### Work required
In the records below, find the line containing "Describe the element at coordinates (109, 318)", then copy that line and all lines after it, exactly, omitting every picture.

Saved entries:
──────────────────────────────
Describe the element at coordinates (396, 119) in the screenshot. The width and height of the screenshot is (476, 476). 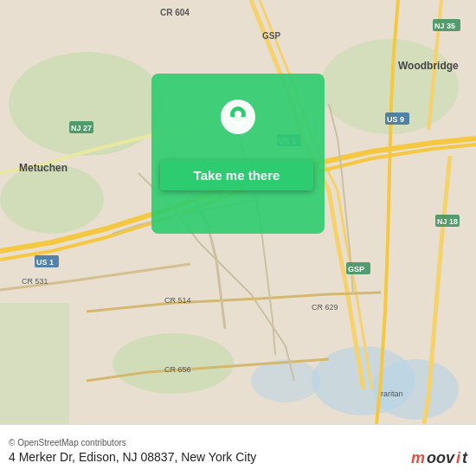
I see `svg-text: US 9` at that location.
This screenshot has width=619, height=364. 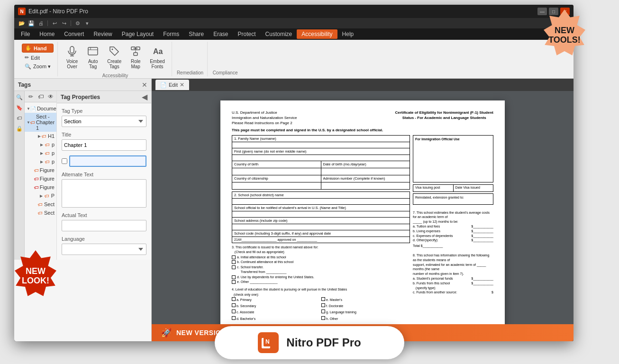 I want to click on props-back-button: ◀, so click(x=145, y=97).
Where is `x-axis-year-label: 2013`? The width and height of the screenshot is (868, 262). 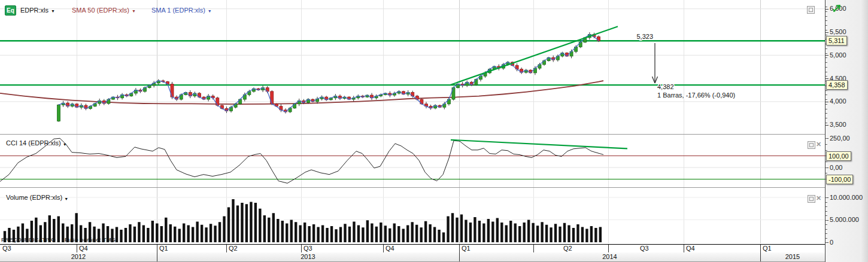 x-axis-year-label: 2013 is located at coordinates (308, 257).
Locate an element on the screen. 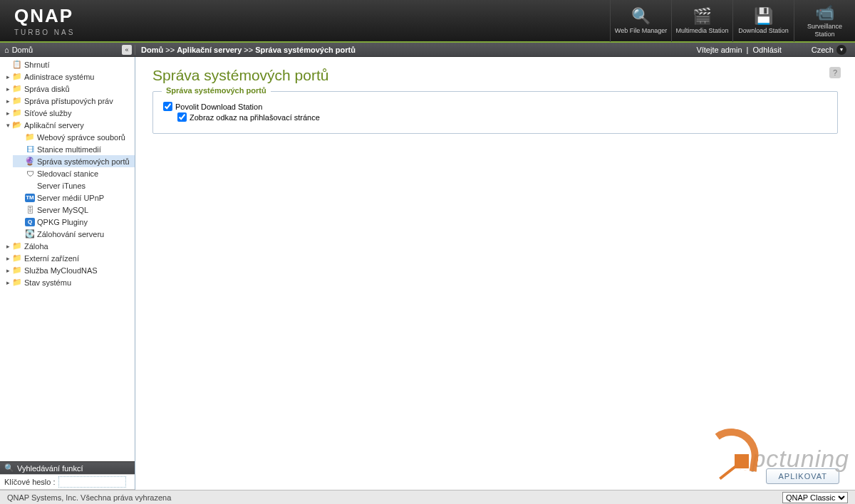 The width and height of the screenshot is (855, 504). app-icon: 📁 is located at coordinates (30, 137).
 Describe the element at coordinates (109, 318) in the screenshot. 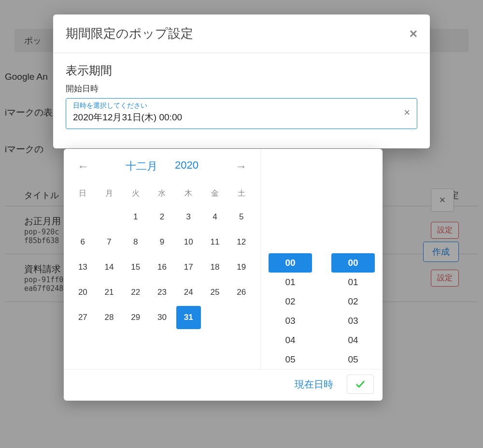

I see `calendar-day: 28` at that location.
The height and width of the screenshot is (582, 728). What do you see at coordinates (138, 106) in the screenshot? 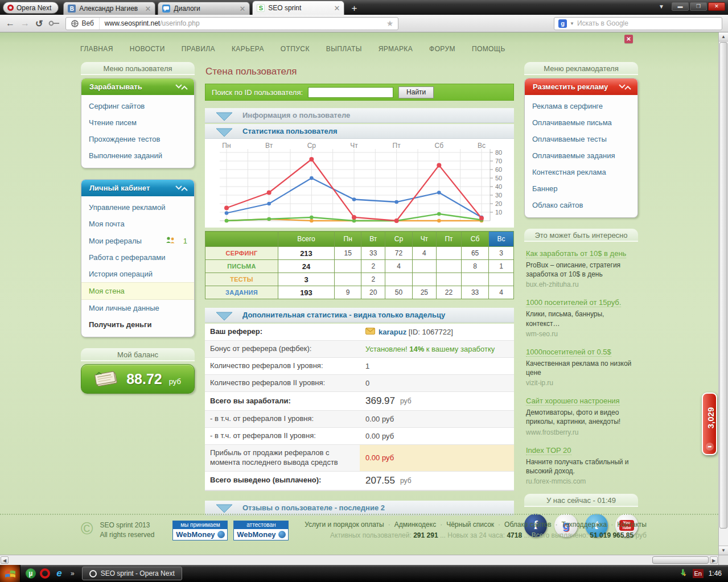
──────────────────────────────
### Reply
 Describe the element at coordinates (109, 318) in the screenshot. 

I see `calendar-day: 28` at that location.
The height and width of the screenshot is (582, 728). What do you see at coordinates (138, 106) in the screenshot? 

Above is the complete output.